The Norwegian Atlantic Committee
Dato
Tid
17:00 -
Sted
Facebook / YouTube

On February 7, 17:00 CET, The Norwegian Atlantic Committee is proud to host Professor John J. Mearsheimer and Dr. Stephen Wertheim for a digital discussion on America’s future role in European security in the new era of Great-Power competition. The discussion will be led by Dr. Asle Toje.

This event will be live streamed on Facebook and our YouTube channel.

The post-WWII international order is coming to an end, and the global system is gradually returning to a state of harsher and more explicit Great-Power competition. Russia is standing ready on Ukraine’s borders, preparing an invasion. At the same time posing unrealistic demands on NATO, European and neighbouring countries’ security structures.
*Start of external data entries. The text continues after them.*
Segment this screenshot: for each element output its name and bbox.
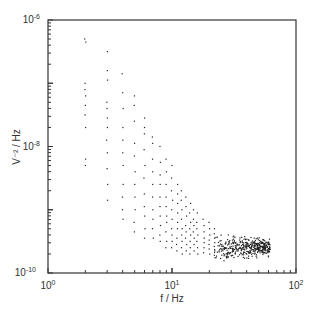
data-point [144, 165, 145, 166]
data-point [197, 212, 198, 213]
data-point [85, 127, 86, 128]
data-point [203, 252, 204, 253]
data-point [244, 252, 245, 253]
data-point [152, 136, 153, 137]
data-point [233, 235, 234, 236]
data-point [231, 255, 232, 256]
data-point [229, 240, 230, 241]
data-point [177, 228, 178, 229]
data-point [85, 159, 86, 160]
data-point [122, 219, 123, 220]
data-point [176, 238, 177, 239]
data-point [266, 242, 267, 243]
data-point [152, 171, 153, 172]
data-point [204, 242, 205, 243]
data-point [258, 243, 259, 244]
data-point [232, 255, 233, 256]
data-point [232, 246, 233, 247]
data-point [214, 252, 215, 253]
data-point [166, 171, 167, 172]
data-point [225, 247, 226, 248]
data-point [223, 253, 224, 254]
data-point [243, 246, 244, 247]
data-point [231, 243, 232, 244]
data-point [194, 238, 195, 239]
data-point [193, 219, 194, 220]
data-point [237, 256, 238, 257]
data-point [253, 242, 254, 243]
data-point [143, 178, 144, 179]
data-point [134, 105, 135, 106]
data-point [230, 248, 231, 249]
data-point [250, 237, 251, 238]
data-point [256, 256, 257, 257]
data-point [249, 253, 250, 254]
data-point [265, 252, 266, 253]
data-point [243, 242, 244, 243]
data-point [202, 219, 203, 220]
data-point [257, 251, 258, 252]
data-point [219, 251, 220, 252]
data-point [196, 222, 197, 223]
data-point [181, 241, 182, 242]
data-point [144, 193, 145, 194]
data-point [259, 245, 260, 246]
data-point [242, 247, 243, 248]
data-point [226, 250, 227, 251]
data-point [225, 243, 226, 244]
data-point [240, 242, 241, 243]
data-point [165, 231, 166, 232]
data-point [250, 250, 251, 251]
data-point [85, 105, 86, 106]
data-point [84, 83, 85, 84]
data-point [219, 245, 220, 246]
data-point [234, 240, 235, 241]
data-point [107, 51, 108, 52]
data-point [251, 243, 252, 244]
data-point [186, 244, 187, 245]
data-point [246, 239, 247, 240]
data-point [220, 235, 221, 236]
data-point [255, 240, 256, 241]
data-point [230, 252, 231, 253]
data-point [152, 228, 153, 229]
data-point [181, 247, 182, 248]
data-point [153, 238, 154, 239]
data-point [252, 253, 253, 254]
data-point [171, 247, 172, 248]
data-point [122, 92, 123, 93]
data-point [221, 249, 222, 250]
data-point [237, 245, 238, 246]
data-point [181, 219, 182, 220]
data-point [144, 149, 145, 150]
data-point [264, 244, 265, 245]
data-point [171, 234, 172, 235]
data-point [262, 249, 263, 250]
data-point [209, 234, 210, 235]
data-point [182, 228, 183, 229]
data-point [159, 146, 160, 147]
data-point [215, 257, 216, 258]
data-point [224, 255, 225, 256]
data-point [190, 234, 191, 235]
data-point [231, 246, 232, 247]
data-point [216, 255, 217, 256]
data-point [171, 178, 172, 179]
data-point [245, 239, 246, 240]
data-point [135, 171, 136, 172]
data-point [248, 245, 249, 246]
data-point [226, 253, 227, 254]
data-point [134, 231, 135, 232]
data-point [85, 42, 86, 43]
data-point [232, 248, 233, 249]
data-point [208, 244, 209, 245]
data-point [166, 206, 167, 207]
data-point [253, 250, 254, 251]
data-point [260, 252, 261, 253]
data-point [196, 241, 197, 242]
data-point [185, 225, 186, 226]
data-point [239, 247, 240, 248]
data-point [246, 257, 247, 258]
data-point [248, 240, 249, 241]
x-tick-label: 102 [288, 279, 303, 291]
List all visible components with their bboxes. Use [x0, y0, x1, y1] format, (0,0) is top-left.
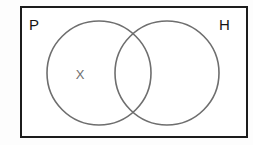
- set-circle-h: [115, 21, 219, 125]
- venn-circles-group: [20, 6, 248, 138]
- element-marker-x: X: [72, 67, 88, 83]
- set-label-p: P: [29, 17, 39, 32]
- venn-diagram-figure: P H X: [0, 0, 253, 145]
- set-label-h: H: [219, 17, 230, 32]
- set-circle-p: [47, 21, 151, 125]
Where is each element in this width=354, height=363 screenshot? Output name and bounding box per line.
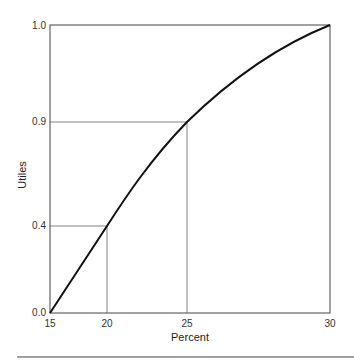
- y-tick-1: 0.4: [32, 220, 46, 231]
- y-axis-label: Utiles: [16, 161, 28, 189]
- utility-curve: [50, 25, 330, 313]
- x-tick-0: 15: [44, 318, 56, 329]
- x-axis-label: Percent: [171, 331, 209, 343]
- y-tick-2: 0.9: [32, 116, 46, 127]
- y-tick-3: 1.0: [32, 20, 46, 31]
- x-tick-2: 25: [181, 318, 193, 329]
- y-tick-0: 0.0: [32, 307, 46, 318]
- utility-chart: 0.0 0.4 0.9 1.0 15 20 25 30 Percent Util…: [0, 0, 354, 363]
- x-tick-1: 20: [101, 318, 113, 329]
- plot-frame: [50, 25, 330, 313]
- x-tick-3: 30: [324, 318, 336, 329]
On the other hand, the rise of China, mostly at the expense of US superiority, is shaping global politics and will ultimately shift the entire global structure. China and Russia are both on a quest to expand their spheres of influence, and are actively contesting the US, the Transatlantic Alliance, the European Union, and western values.

At the moment we are standing amid a tense situation in Ukraine that already has far reaching consequences. The outcome of the current conflict will dictate the future of our geopolitical security landscape. Our distinguished speakers will discuss the return of great power rivalry and the US’ future role in European and transatlantic security in light of current events.

Prof. John J. Mearsheimer

John J. Mearsheimer is the R. Wendell Harrison Distinguished Service Professor of Political Science at the University of Chicago, where he has taught since 1982.

He graduated from West Point in 1970 and then served five years as an officer in the U.S. Air Force. He then started graduate school in political science at Cornell University in 1975. He received his Ph.D. in 1980.

He spent the 1979-1980 academic year as a research fellow at the Brookings Institution, and was a post-doctoral fellow at Harvard University’s Center for International Affairs from 1980 to 1982. During the 1998-1999 academic year, he was the Whitney H. Shepardson Fellow at the Council on Foreign Relations in New York.

Dr. Stephen Wertheim

Stephen Wertheim is a senior fellow in the American Statecraft Program at the Carnegie Endowment for International Peace. He is a historian of U.S. foreign policy and international order and writes widely about contemporary problems in American grand strategy.

He has published scholarly research on U.S. ideas and projects of diplomatic engagement, international law, world organization, colonial empire, and humanitarian intervention. In his book, Tomorrow, the World: The Birth of U.S. Global Supremacy (Harvard University Press, 2020), he reveals how U.S. leaders made a decision early in World War II to pursue global military dominance long into the future.

Dr. Asle Toje

Asle Toje is the Deputy Leader of the Norwegian Nobel Committee which is responsible for the Nobel Peace Prize. He is a scholar and an author who has lived and worked in Germany, France, Belgium, England, and the United States. He was educated at the Universities of Oslo and Tromsø and received his PhD from Cambridge University.

While at Cambridge, Toje worked on three main fields of study: international relations theory, war studies and European studies. He wrote his Ph.D. thesis, titled “American Influence on EU Security Policies,” under the supervision of Geoffrey Edwards.

Toje moved to New York City in 2005 to join the doctoral fellows program at Columbia University’s School of International and Public Affairs. His academic tutors was Kenneth Waltz. Toje was the Research Director at the Norwegian Nobel Institute from 2012-2018.